Data is stored in a certain location in memory, and when it's no longer needed, that memory is freed. (by most languages, this is the garbage collector. In C you have to do this manually. I'm not sure how this works in rust) If you try and use some memory after it no longer exists, that's use-after-free and will cause a crash (I think a segfault)
@@Ash-qp2yw the rust compiler ensures that if you only ever use safe rust, then it is impossible to free an object that is currently in use. for instance in order to call `drop` on a value (which would free it) you need to move that value into the function, and you cannot move a value while there also exists a reference to it. the only way a use after free could happen is if you use some unsafe code to free it while it still exists, or dereference a raw pointer to it after it has been freed as the compiler doesn't keep track of raw pointers at all.
The reason use after free is really bad is that after memory has been freed, it could have any literally any value since that memory could have been reused or overwritten. And "any value" includes values that aren't valid for the variable's type. As a simple example you might have an enum for the seven days of the week, and after the memory is freed you could end up with a nonsense value that's not one of the seven you defined. If the data was a pointer, you could end up with a pointer to a completely random address. If the program doesn't crash, it'll behave unpredictably and a clever attacker might even be able to exploit the bug to do things like run code of their own.
I think the problem is getting the slice of bytes out at the end. The Finalizer is attached to the struct which is not associated with the slice at all. So GC will happily call the free method attached to the finalizer which calls into Rust to clear out all memory which also removes the memory the slices of bytes points to.
Hi Luke, I am here because TIL the new GH code search rocks! Kudos.
I learned about how to deal better with memory and FFI. I haven’t had to use FFI ever but that’s a good to know
Go have now Iterators.
maybe I'm too new, what's this issue with use after free about?
Data is stored in a certain location in memory, and when it's no longer needed, that memory is freed. (by most languages, this is the garbage collector. In C you have to do this manually. I'm not sure how this works in rust) If you try and use some memory after it no longer exists, that's use-after-free and will cause a crash (I think a segfault)

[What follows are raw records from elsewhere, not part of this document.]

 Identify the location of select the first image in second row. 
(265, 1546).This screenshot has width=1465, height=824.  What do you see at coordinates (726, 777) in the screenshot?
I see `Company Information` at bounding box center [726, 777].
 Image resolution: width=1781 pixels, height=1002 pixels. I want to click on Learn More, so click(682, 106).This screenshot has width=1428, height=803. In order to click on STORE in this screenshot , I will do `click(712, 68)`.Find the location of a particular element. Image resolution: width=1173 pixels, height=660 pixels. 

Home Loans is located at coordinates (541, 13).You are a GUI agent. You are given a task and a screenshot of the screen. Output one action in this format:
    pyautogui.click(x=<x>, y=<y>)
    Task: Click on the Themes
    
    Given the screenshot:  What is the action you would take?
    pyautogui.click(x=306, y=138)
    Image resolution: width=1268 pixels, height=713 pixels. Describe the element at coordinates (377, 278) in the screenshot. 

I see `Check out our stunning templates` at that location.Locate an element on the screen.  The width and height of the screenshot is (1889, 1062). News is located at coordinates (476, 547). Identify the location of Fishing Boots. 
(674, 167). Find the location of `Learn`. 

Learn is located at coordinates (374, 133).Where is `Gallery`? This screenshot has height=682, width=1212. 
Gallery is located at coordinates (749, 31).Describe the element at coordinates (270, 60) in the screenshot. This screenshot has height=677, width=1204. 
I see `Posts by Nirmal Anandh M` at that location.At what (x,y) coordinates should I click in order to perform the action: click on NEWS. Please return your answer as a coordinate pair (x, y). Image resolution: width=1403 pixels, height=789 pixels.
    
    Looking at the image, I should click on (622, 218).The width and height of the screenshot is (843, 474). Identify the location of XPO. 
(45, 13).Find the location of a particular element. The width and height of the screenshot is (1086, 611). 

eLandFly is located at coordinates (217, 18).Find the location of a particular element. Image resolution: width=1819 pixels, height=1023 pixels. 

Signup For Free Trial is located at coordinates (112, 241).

@@Ash-qp2yw the rust compiler ensures that if you only ever use safe rust, then it is impossible to free an object that is currently in use. for instance in order to call `drop` on a value (which would free it) you need to move that value into the function, and you cannot move a value while there also exists a reference to it. the only way a use after free could happen is if you use some unsafe code to free it while it still exists, or dereference a raw pointer to it after it has been freed as the compiler doesn't keep track of raw pointers at all.
The reason use after free is really bad is that after memory has been freed, it could have any literally any value since that memory could have been reused or overwritten. And "any value" includes values that aren't valid for the variable's type. As a simple example you might have an enum for the seven days of the week, and after the memory is freed you could end up with a nonsense value that's not one of the seven you defined. If the data was a pointer, you could end up with a pointer to a completely random address. If the program doesn't crash, it'll behave unpredictably and a clever attacker might even be able to exploit the bug to do things like run code of their own.
I think the problem is getting the slice of bytes out at the end. The Finalizer is attached to the struct which is not associated with the slice at all. So GC will happily call the free method attached to the finalizer which calls into Rust to clear out all memory which also removes the memory the slices of bytes points to.